Colombian government suspends peace negotiations after attacks by country’s last rebel group

By Kwinten Wouters January 12, 2018

President Juan Manuel Santos has suspended peace negotiations with Colombia’s last rebel group following attacks on its armed forces and an oil pipeline – throwing fragile peace talks with the ELN into jeopardy.

The attacks are attributed to the left-winged National Liberation Army (ELN) and caused Santos on Wednesday to order his Chief Negotiator, Gustavo Bell to immediately return from Quito, Ecuador, where negotiations with the ELN were taking place.

Since February last year, the Colombian government and the ELN have been negotiating the end of the conflict that has lasted for more than half a century.

The ELN, declared a 102-day ceasefire – their first ever – in October, supervised by the United Nations and the Roman Catholic Church.

But just hours after it ended on Wednesday, the Marxist group bombed the country’s second most important oil pipeline. They also threw grenades at a naval base and later shot dead a soldier, according to Reuters.

Left-wing ELN is inspired by Marxist ideology and Liberation Theology. They were formed in the 1960s by a group of students, intellectuals and Catholic radicals, of which Camilo Torres is the most well-known.

Since the peace agreement of 2016 with the FARC, the ELN has been the last guerrilla movement active in Colombia, with around 1,500 troops.

Santos announced in a speech broadcasted on live-TV that the government will reflect how the peace process will continue.

The ELN demands that the peace negotiation talks continue. “We stay here,” said Pablo Beltran, head of negotiations of the Guerilla. The ELN wants the incidents “to not alternate the course of the conversations, and to find a political solution for the conflict”.

On Wednesday, the United Nations Secretary-General, Antonio Guterres, said he would be heading Colombia this weekend to support peace talks.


WHAT YOU ARE ASKED TO DO> Look through the entries below and report every line that has "scaphoid".

EXTRACTED RECORDS>
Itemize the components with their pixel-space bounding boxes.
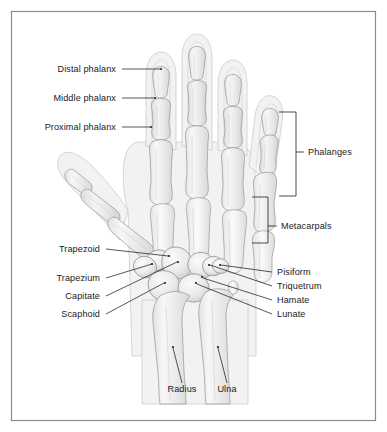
label-lunate: Lunate — [277, 309, 305, 319]
dot-trapezoid — [168, 255, 170, 257]
label-hamate: Hamate — [277, 295, 309, 305]
dot-radius — [172, 346, 174, 348]
dot-proximal-phalanx — [150, 126, 152, 128]
label-trapezoid: Trapezoid — [59, 244, 100, 254]
label-metacarpals: Metacarpals — [281, 221, 332, 231]
label-middle-phalanx: Middle phalanx — [53, 93, 116, 103]
dot-ulna — [217, 346, 219, 348]
dot-capitate — [177, 261, 179, 263]
dot-distal-phalanx — [160, 68, 162, 70]
label-radius: Radius — [168, 384, 197, 394]
label-ulna: Ulna — [217, 384, 237, 394]
dot-middle-phalanx — [154, 97, 156, 99]
dot-triquetrum — [208, 264, 210, 266]
label-scaphoid: Scaphoid — [61, 309, 100, 319]
label-pisiform: Pisiform — [277, 267, 311, 277]
hand-skeleton-diagram: Distal phalanx Middle phalanx Proximal p… — [0, 0, 387, 432]
dot-pisiform — [219, 264, 221, 266]
label-triquetrum: Triquetrum — [277, 281, 322, 291]
label-trapezium: Trapezium — [56, 273, 100, 283]
dot-scaphoid — [164, 282, 166, 284]
dot-hamate — [201, 276, 203, 278]
label-proximal-phalanx: Proximal phalanx — [45, 122, 117, 132]
dot-trapezium — [151, 263, 153, 265]
dot-lunate — [195, 282, 197, 284]
label-capitate: Capitate — [65, 291, 100, 301]
hand-anatomy-figure: Distal phalanx Middle phalanx Proximal p… — [0, 0, 387, 432]
label-distal-phalanx: Distal phalanx — [57, 64, 116, 74]
label-phalanges: Phalanges — [308, 147, 352, 157]
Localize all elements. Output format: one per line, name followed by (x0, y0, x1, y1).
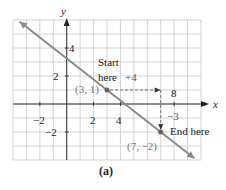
run-label: +4 (125, 71, 137, 83)
rise-label: −3 (167, 110, 179, 122)
point-label: (7, −2) (127, 140, 157, 153)
end-label: End here (170, 125, 210, 137)
x-axis-label: x (212, 98, 218, 110)
run-arrowhead-icon (155, 88, 161, 93)
data-point (105, 88, 110, 93)
caption: (a) (99, 164, 113, 178)
y-axis-label: y (60, 5, 66, 17)
x-tick-label: 8 (171, 87, 177, 99)
rise-arrowhead-icon (158, 124, 163, 130)
start-label: Start (98, 56, 119, 68)
point-label: (3, 1) (75, 83, 99, 96)
x-axis-arrow-icon (201, 101, 209, 107)
x-tick-label: −2 (33, 114, 45, 126)
chart: y x −2 2 4 8 4 2 −2 Start here +4 (3, 1)… (0, 0, 226, 190)
y-tick-label: −2 (45, 126, 57, 138)
y-axis-arrow-icon (64, 18, 70, 26)
x-tick-label: 4 (116, 114, 122, 126)
x-tick-label: 2 (90, 114, 96, 126)
data-point (158, 130, 163, 135)
y-tick-label: 2 (53, 70, 59, 82)
start-label-line2: here (98, 71, 117, 83)
y-tick-label: 4 (69, 42, 75, 54)
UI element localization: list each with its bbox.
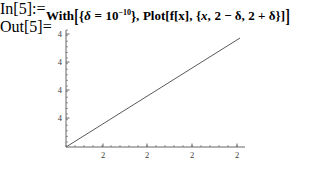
token-brace-open: { xyxy=(79,5,84,25)
token-plot-bracket-close: ] xyxy=(281,8,285,23)
token-upper-bound: 2 + δ xyxy=(248,8,275,23)
plot-line xyxy=(66,38,240,147)
token-equals: = xyxy=(94,8,101,23)
y-tick-label: 4 xyxy=(58,113,63,123)
token-bracket-open: [ xyxy=(74,3,78,28)
token-base: 10 xyxy=(105,8,118,23)
token-brace-close: } xyxy=(131,5,136,25)
token-exponent: −10 xyxy=(118,8,131,17)
token-function: f[x] xyxy=(170,8,190,23)
token-lower-bound: 2 − δ xyxy=(214,8,241,23)
y-tick-label: 4 xyxy=(58,85,63,95)
y-tick-label: 4 xyxy=(58,29,63,39)
token-delta-symbol: δ xyxy=(84,8,91,23)
input-expression[interactable]: With[{δ = 10−10}, Plot[f[x], {x, 2 − δ, … xyxy=(46,7,290,24)
plot-svg: 4444 2222 xyxy=(58,26,258,166)
x-tick-label: 2 xyxy=(235,150,239,160)
x-axis: 2222 xyxy=(66,144,245,161)
y-axis: 4444 xyxy=(58,29,70,147)
x-tick-label: 2 xyxy=(145,150,149,160)
y-tick-label: 4 xyxy=(58,57,63,67)
plot-series xyxy=(66,38,240,147)
x-tick-label: 2 xyxy=(190,150,194,160)
token-head: With xyxy=(46,8,74,23)
token-bracket-close: ] xyxy=(285,3,289,28)
mathematica-notebook: In[5]:= With[{δ = 10−10}, Plot[f[x], {x,… xyxy=(0,0,312,173)
token-plot-head: Plot xyxy=(143,8,165,23)
x-tick-label: 2 xyxy=(101,150,105,160)
plot-graphic[interactable]: 4444 2222 xyxy=(58,26,258,166)
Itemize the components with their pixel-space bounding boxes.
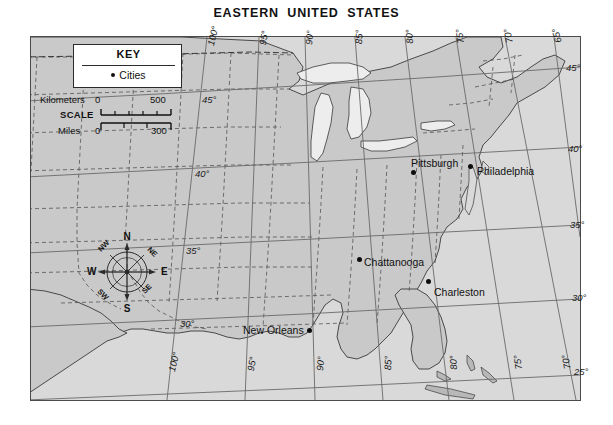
legend-divider <box>82 65 175 66</box>
latitude-label-right: 35° <box>570 219 584 230</box>
compass-label-nw: NW <box>96 238 112 254</box>
legend-city-dot-icon <box>111 73 115 77</box>
latitude-label-left: 35° <box>186 245 200 256</box>
city-label[interactable]: New Orleans <box>243 324 304 336</box>
latitude-label-right: 45° <box>566 62 580 73</box>
scale-kilometers-zero: 0 <box>95 94 100 105</box>
latitude-label-left: 40° <box>195 168 209 179</box>
latitude-label-left: 45° <box>202 94 216 105</box>
latitude-label-right: 40° <box>568 143 582 154</box>
page-title: EASTERN UNITED STATES <box>0 6 613 20</box>
city-dot[interactable] <box>357 257 362 262</box>
map-legend-key: KEY Cities <box>73 44 182 88</box>
scale-bar-miles <box>100 121 172 133</box>
city-dot[interactable] <box>426 279 431 284</box>
city-dot[interactable] <box>468 164 473 169</box>
latitude-label-right: 25° <box>574 366 588 377</box>
longitude-label-top: 70° <box>501 28 515 44</box>
compass-label-ne: NE <box>146 245 160 259</box>
compass-rose: N S W E NW NE SW SE <box>79 228 175 314</box>
map-page: EASTERN UNITED STATES <box>0 0 613 425</box>
longitude-label-bottom: 75° <box>511 354 524 370</box>
longitude-label-top: 75° <box>453 28 466 44</box>
legend-entry-cities: Cities <box>74 69 183 81</box>
scale-miles-label: Miles <box>58 125 80 136</box>
compass-label-sw: SW <box>96 287 112 303</box>
longitude-label-top: 85° <box>353 30 364 45</box>
legend-entry-label: Cities <box>119 69 145 81</box>
city-label[interactable]: Philadelphia <box>477 165 534 177</box>
scale-kilometers-label: Kilometers <box>40 94 85 105</box>
compass-label-se: SE <box>140 282 153 295</box>
compass-label-s: S <box>124 303 131 314</box>
city-label[interactable]: Charleston <box>434 286 485 298</box>
city-label[interactable]: Chattanooga <box>364 256 424 268</box>
longitude-label-bottom: 80° <box>447 355 459 370</box>
scale-bar-kilometers <box>100 107 172 119</box>
map-graphic <box>31 37 580 400</box>
scale-kilometers-max: 500 <box>150 94 166 105</box>
legend-title: KEY <box>74 48 183 60</box>
compass-label-w: W <box>87 266 97 277</box>
city-label[interactable]: Pittsburgh <box>411 157 458 169</box>
scale-title: SCALE <box>60 109 94 120</box>
compass-label-n: N <box>123 231 130 242</box>
longitude-label-bottom: 90° <box>314 356 326 371</box>
map-scale-bar: Kilometers 0 500 SCALE Miles 0 300 <box>32 94 192 140</box>
city-dot[interactable] <box>411 170 416 175</box>
longitude-label-top: 90° <box>303 30 315 45</box>
longitude-label-bottom: 85° <box>382 356 393 371</box>
latitude-label-left: 30° <box>180 318 194 329</box>
map-canvas[interactable] <box>30 36 581 401</box>
latitude-label-right: 30° <box>572 292 586 303</box>
longitude-label-top: 65° <box>549 27 563 44</box>
city-dot[interactable] <box>307 328 312 333</box>
longitude-label-top: 80° <box>403 29 415 44</box>
compass-label-e: E <box>161 266 168 277</box>
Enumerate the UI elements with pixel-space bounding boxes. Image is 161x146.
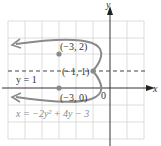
point-vertex xyxy=(90,68,95,73)
x-axis-label: x xyxy=(152,83,158,94)
point-label-neg3-0: (−3, 0) xyxy=(60,92,87,104)
y-axis xyxy=(107,6,113,146)
equation-label: x = −2y² + 4y − 3 xyxy=(15,108,89,119)
point-label-vertex: (−1, 1) xyxy=(62,66,89,78)
y-axis-label: y xyxy=(105,0,111,10)
point-label-neg3-2: (−3, 2) xyxy=(60,41,87,53)
parabola-graph: y x 0 (−3, 2) (−1, 1) (−3, 0) y = 1 x = … xyxy=(0,0,161,146)
origin-label: 0 xyxy=(101,90,106,101)
symmetry-label: y = 1 xyxy=(16,74,37,85)
point-neg3-0 xyxy=(56,85,61,90)
point-neg3-2 xyxy=(56,51,61,56)
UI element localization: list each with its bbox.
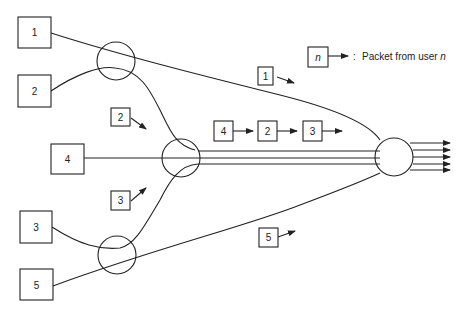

EXPECTED ANSWER>
label-scaphoid: Scaphoid — [61, 309, 100, 319]
dot-scaphoid — [164, 282, 166, 284]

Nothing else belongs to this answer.